Burma, rife with instability from decades of military control, has become a steadily growing hub of international crime.
The Office of the United Nations High Commissioner for Human Rights estimated in 2023 that over 120,000 individuals may have been “held in situations where they are forced to carry out online scams.” Far from hardened criminals, these are victims who are deceived by fake job offers or shady honeypot schemes, trafficked across international borders and coerced into committing criminal acts under threat of physical or psychological torture.
The financial hit across the world has been far more than a blip: The Treasury Department estimated that in 2024, Americans lost over $10 billion to “Southeast Asia-based scam operations” — a 66% increase from the previous year.
The buck does not stop at online scams. The 2021 coup Burma experienced has only worked to increase crime in the Golden Triangle, with the country overtaking Afghanistan in 2023 to become the world’s largest producer of opium.
Production of synthetic drugs in the region has also exploded. In 2024, regional authorities seized 236 tons of methamphetamine in East and Southeast Asia — much of it traced to labs in Shan State in eastern Burma. These figures are likely not representative of the true scale of the trade; methamphetamine prices in Thailand have steadily declined since 2017 — and drastically since 2013 — signaling growing supply.
The simple reality is that the majority of the drugs produced in Burma do not stay within the country’s borders. In 2024, 5.9 tons of heroin were consumed domestically, while between 52 and 140 tons were “potentially exported” according to a 2024 United Nations Office on Drugs and Crime report.
Criminal groups are able to maintain and grow their operations because of the ignorance — and, in many cases, the direct support — of the junta government. Smacking of the state-led Captagon trade under former Syrian President Bashar al-Assad, the junta has long permitted the movement and production of illicit substances within its territories, with troops and officials widely accused of facilitating and profiting from the trade of drugs.
While many anti-junta groups participate in these illicit activities as well, it is important to single out the junta for its overarching responsibility to combat lawlessness in Burma. It is the junta that is the, admittedly loosely recognized, governing authority of the country. People looking in on the conflict must not conflate the responsibilities of non-governmental rebel or paramilitary groups with those of the junta, an established state actor that signed on to a rigid social contract with its citizens.
After overthrowing the democratically elected National League for Democracy in 2021, the junta bears full responsibility for the collapse of the rule of law in the country and the boom in illicit markets that has inevitably followed. It tore apart already feeble democratic institutions — ones it had already worked to undermine during the brief civilian government — and fostered an atmosphere where corruption and criminality go unchecked.
This is not a modern problem; it is one built on decades of military capture. Junta control, led by two distinct groups from 1962 until 2011, created a system of paralyzingly weak institutions, gave the military widespread power and made the judiciary completely subordinate to military authority.
It is a system that has allowed opportunist commanders like Colonel Saw Chit Thu — who, since early 2024, has distanced himself from weakening junta control, at least on paper — to expand their personal criminal enterprises in Burma at the expense of millions.
Put bluntly: This chaos didn’t suddenly appear when the junta reclaimed power in 2021. It is the predictable outcome of decades of institutional decay, hollowed out by corrupt military leaders and local strongmen who have turned state failure into profit. Until the very system that the current Burmese state runs on is remodelled in its entirety, every attempt to tape it back together will result in similar failure.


| What the task asks |
Whenever a line in this data holds the word "chip", report that line in full.

| Input for this task |
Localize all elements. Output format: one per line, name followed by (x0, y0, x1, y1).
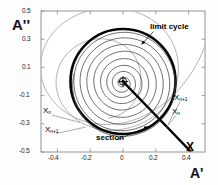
x-axis-label: A' (190, 165, 203, 181)
y-tick-label-1: 0.3 (22, 35, 30, 42)
x-tick-label-2: 0 (120, 154, 123, 161)
y-tick-label-3: -0.1 (19, 91, 29, 98)
limit-cycle-phase-portrait: A'' A' 0.5 0.3 0.1 -0.1 -0.3 -0.5 -0.4 -… (0, 0, 218, 185)
x-n1-right-label: Xn+1 (174, 93, 187, 102)
x-n1-left-sub: n+1 (50, 129, 58, 134)
x-tick-label-4: 0.4 (182, 154, 190, 161)
x-n-right-sub: n (177, 111, 180, 116)
x-n-right-label: Xn (172, 107, 180, 116)
x-tick-label-1: -0.2 (81, 154, 91, 161)
section-label: section (96, 133, 124, 142)
x-n-left-label: Xn (43, 106, 51, 115)
x-n-left-sub: n (48, 110, 51, 115)
y-axis-label: A'' (12, 16, 30, 33)
x-tick-label-3: 0.2 (149, 154, 157, 161)
x-n1-left-label: Xn+1 (45, 125, 58, 134)
y-tick-label-5: -0.5 (19, 147, 29, 154)
x-n1-right-sub: n+1 (179, 97, 187, 102)
x-tick-label-0: -0.4 (48, 154, 58, 161)
limit-cycle-label: limit cycle (150, 22, 189, 31)
section-line-label: X (186, 140, 194, 154)
y-tick-label-0: 0.5 (22, 7, 30, 14)
y-tick-label-2: 0.1 (22, 63, 30, 70)
y-tick-label-4: -0.3 (19, 119, 29, 126)
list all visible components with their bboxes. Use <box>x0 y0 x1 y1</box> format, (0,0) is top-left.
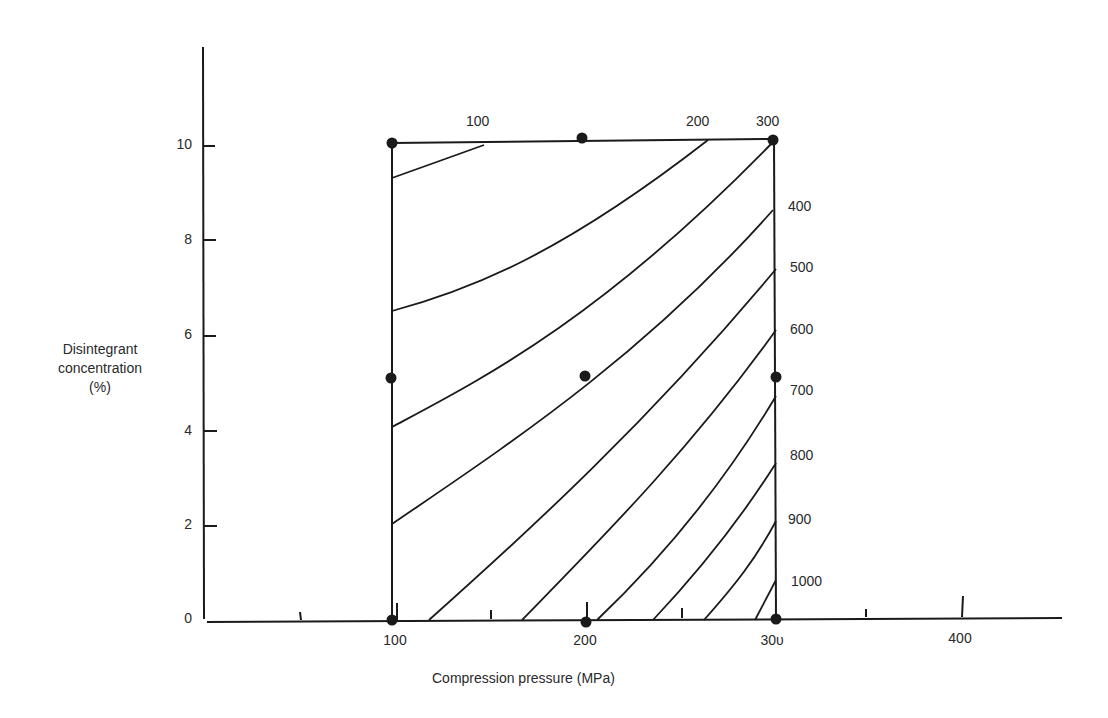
contour-label: 700 <box>790 382 813 398</box>
contour-label: 300 <box>756 113 779 129</box>
y-tick-label: 2 <box>162 516 192 532</box>
y-axis <box>203 47 204 619</box>
contour-500 <box>429 269 776 620</box>
y-tick-label: 8 <box>162 231 192 247</box>
contour-1000 <box>755 580 776 620</box>
x-tick-label: 30υ <box>747 632 797 648</box>
design-point <box>771 372 782 383</box>
design-point <box>387 138 398 149</box>
x-tick-label: 100 <box>370 632 420 648</box>
contour-label: 900 <box>788 511 811 527</box>
design-point <box>771 614 782 625</box>
contour-100 <box>392 145 484 178</box>
contour-900 <box>704 521 776 620</box>
contour-label: 1000 <box>791 573 822 589</box>
design-point <box>580 371 591 382</box>
contour-600 <box>522 330 776 620</box>
contour-700 <box>597 396 776 620</box>
design-point <box>768 135 779 146</box>
y-tick-label: 10 <box>162 136 192 152</box>
contour-300 <box>392 142 773 427</box>
design-point <box>386 373 397 384</box>
contour-label: 400 <box>788 198 811 214</box>
y-tick-label: 0 <box>162 610 192 626</box>
y-axis-ticks <box>203 146 217 526</box>
y-axis-label-line: concentration <box>30 359 170 378</box>
contour-label: 500 <box>790 259 813 275</box>
y-tick-label: 4 <box>162 422 192 438</box>
y-axis-label-line: Disintegrant <box>30 340 170 359</box>
design-point <box>577 133 588 144</box>
contour-label: 100 <box>466 113 489 129</box>
contour-label: 600 <box>790 321 813 337</box>
contour-label: 800 <box>790 447 813 463</box>
x-tick-label: 400 <box>935 630 985 646</box>
y-axis-label-line: (%) <box>30 378 170 397</box>
design-points <box>386 133 782 628</box>
x-tick-label: 200 <box>560 632 610 648</box>
x-axis-ticks <box>300 596 963 620</box>
design-point <box>387 615 398 626</box>
x-axis-label: Compression pressure (MPa) <box>432 670 615 686</box>
x-axis <box>207 618 1062 622</box>
contour-label: 200 <box>686 113 709 129</box>
y-axis-label: Disintegrant concentration (%) <box>30 340 170 397</box>
contour-200 <box>392 140 708 311</box>
design-point <box>581 617 592 628</box>
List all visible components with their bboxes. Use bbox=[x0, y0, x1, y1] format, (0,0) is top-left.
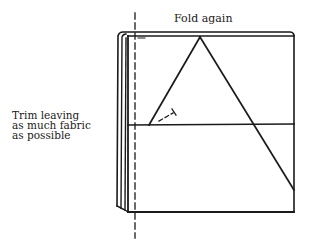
horizontal-fold-line bbox=[128, 124, 294, 125]
small-dashed-marker bbox=[159, 109, 176, 121]
triangle-fold-lines bbox=[149, 37, 294, 190]
fabric-layers bbox=[117, 32, 294, 212]
fabric-fold-diagram bbox=[0, 0, 311, 243]
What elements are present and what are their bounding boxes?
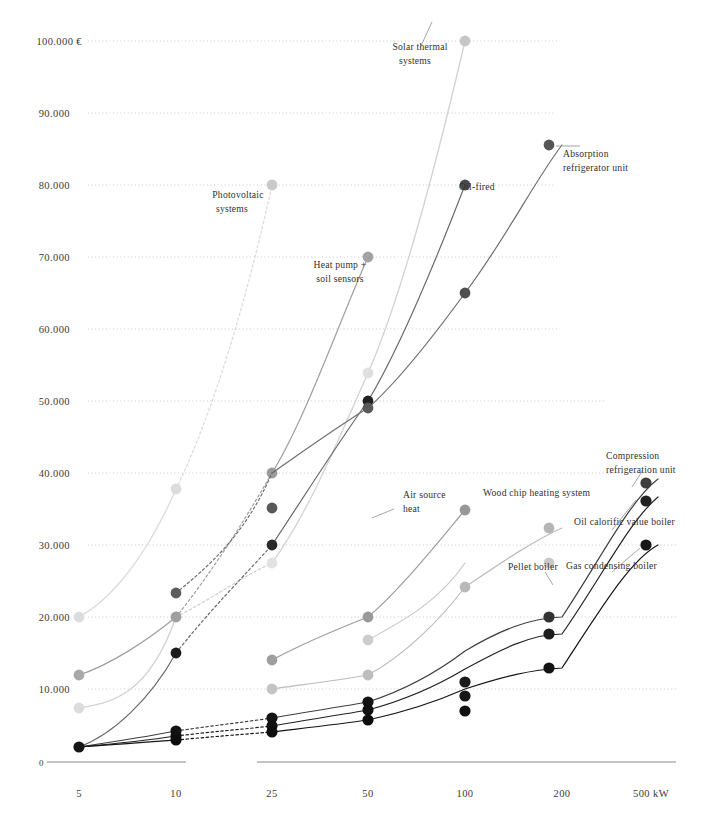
y-tick-0: 0 xyxy=(39,758,44,768)
data-point[interactable] xyxy=(640,495,651,506)
data-point[interactable] xyxy=(267,180,278,191)
data-point[interactable] xyxy=(459,690,470,701)
data-point[interactable] xyxy=(363,403,374,414)
label-airsource-line1: Air source xyxy=(403,489,446,500)
data-point[interactable] xyxy=(640,539,651,550)
data-point[interactable] xyxy=(363,635,374,646)
label-photovoltaic-line1: Photovoltaic xyxy=(212,189,264,200)
data-point[interactable] xyxy=(544,140,555,151)
curve-segment xyxy=(79,731,176,747)
y-tick-20000: 20.000 xyxy=(39,612,70,623)
data-point[interactable] xyxy=(267,684,278,695)
data-point[interactable] xyxy=(171,484,182,495)
curve-segment xyxy=(79,617,176,708)
curve-segment-break xyxy=(176,563,272,617)
label-oilcalorific: Oil calorific value boiler xyxy=(574,516,676,527)
y-tick-10000: 10.000 xyxy=(39,684,70,695)
curve-segment-break xyxy=(176,473,272,593)
label-solar-line2: systems xyxy=(399,55,431,66)
y-tick-50000: 50.000 xyxy=(39,396,70,407)
y-tick-90000: 90.000 xyxy=(39,108,70,119)
y-tick-80000: 80.000 xyxy=(39,180,70,191)
y-tick-70000: 70.000 xyxy=(39,252,70,263)
curve-segment xyxy=(368,563,465,640)
data-point[interactable] xyxy=(171,612,182,623)
data-point[interactable] xyxy=(267,558,278,569)
annotation-leaders xyxy=(372,22,643,585)
curve-segment xyxy=(79,617,176,675)
curve-segment xyxy=(79,489,176,617)
series-heat-pump-soil-sensors[interactable] xyxy=(74,252,374,681)
label-oil-fired: Oil-fired xyxy=(459,181,495,192)
x-tick-10: 10 xyxy=(170,788,181,799)
annotation-labels: Photovoltaic systems Solar thermal syste… xyxy=(212,41,676,572)
curve-segment-break xyxy=(176,718,272,731)
label-compression-line2: refrigeration unit xyxy=(606,464,676,475)
label-compression-line1: Compression xyxy=(606,450,659,461)
data-point[interactable] xyxy=(267,503,278,514)
y-axis-labels: 100.000 € 90.000 80.000 70.000 60.000 50… xyxy=(36,36,82,768)
x-tick-200: 200 xyxy=(554,788,571,799)
y-tick-100000: 100.000 € xyxy=(36,36,82,47)
curve-segment xyxy=(272,528,562,689)
data-point[interactable] xyxy=(362,704,373,715)
data-point[interactable] xyxy=(171,588,182,599)
data-point[interactable] xyxy=(460,582,471,593)
series-wood-chip-heating-system[interactable] xyxy=(267,523,562,695)
data-point[interactable] xyxy=(460,505,471,516)
label-absorption-line2: refrigerator unit xyxy=(563,162,628,173)
x-tick-5: 5 xyxy=(76,788,82,799)
data-point[interactable] xyxy=(171,648,182,659)
data-point[interactable] xyxy=(363,612,374,623)
series-solar-thermal-systems[interactable] xyxy=(74,36,471,714)
data-point[interactable] xyxy=(363,670,374,681)
leader-air-source xyxy=(372,509,394,518)
label-pellet: Pellet boiler xyxy=(508,561,558,572)
data-point[interactable] xyxy=(362,714,373,725)
label-gascondensing: Gas condensing boiler xyxy=(566,560,658,571)
label-heatpump-line2: soil sensors xyxy=(316,273,364,284)
x-tick-25: 25 xyxy=(266,788,277,799)
data-point[interactable] xyxy=(170,734,181,745)
label-photovoltaic-line2: systems xyxy=(216,203,248,214)
data-point[interactable] xyxy=(543,628,554,639)
data-point[interactable] xyxy=(267,540,278,551)
cost-comparison-chart: 100.000 € 90.000 80.000 70.000 60.000 50… xyxy=(0,0,708,822)
data-point[interactable] xyxy=(74,670,85,681)
y-tick-30000: 30.000 xyxy=(39,540,70,551)
x-axis-labels: 5 10 25 50 100 200 500 kW xyxy=(76,788,669,799)
data-point[interactable] xyxy=(267,655,278,666)
curve-segment-break xyxy=(176,732,272,740)
curve-segment xyxy=(272,145,562,473)
data-point[interactable] xyxy=(544,523,555,534)
curve-segment xyxy=(79,653,176,747)
data-point[interactable] xyxy=(363,368,374,379)
x-tick-500: 500 kW xyxy=(633,788,669,799)
label-woodchip: Wood chip heating system xyxy=(483,487,591,498)
data-point[interactable] xyxy=(460,36,471,47)
data-point[interactable] xyxy=(266,726,277,737)
curve-segment xyxy=(272,257,368,473)
y-tick-40000: 40.000 xyxy=(39,468,70,479)
label-heatpump-line1: Heat pump + xyxy=(314,259,367,270)
label-absorption-line1: Absorption xyxy=(563,148,609,159)
y-tick-60000: 60.000 xyxy=(39,324,70,335)
data-point[interactable] xyxy=(459,705,470,716)
x-tick-50: 50 xyxy=(362,788,373,799)
x-tick-100: 100 xyxy=(457,788,474,799)
data-point[interactable] xyxy=(460,288,471,299)
curve-segment xyxy=(272,41,465,563)
data-point[interactable] xyxy=(74,612,85,623)
curve-segment-break xyxy=(176,726,272,736)
data-point[interactable] xyxy=(459,676,470,687)
data-point[interactable] xyxy=(74,703,85,714)
curve-segment xyxy=(272,545,658,732)
chart-canvas: 100.000 € 90.000 80.000 70.000 60.000 50… xyxy=(0,0,708,822)
leader-pellet xyxy=(545,572,553,585)
data-point[interactable] xyxy=(543,611,554,622)
label-solar-line1: Solar thermal xyxy=(392,41,447,52)
data-point[interactable] xyxy=(543,662,554,673)
label-airsource-line2: heat xyxy=(403,503,420,514)
data-point[interactable] xyxy=(640,477,651,488)
curve-segment-break xyxy=(176,185,272,489)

| Exercise solution |
series-wood-chip-heating-system[interactable] xyxy=(267,523,562,695)
label-woodchip: Wood chip heating system xyxy=(483,487,591,498)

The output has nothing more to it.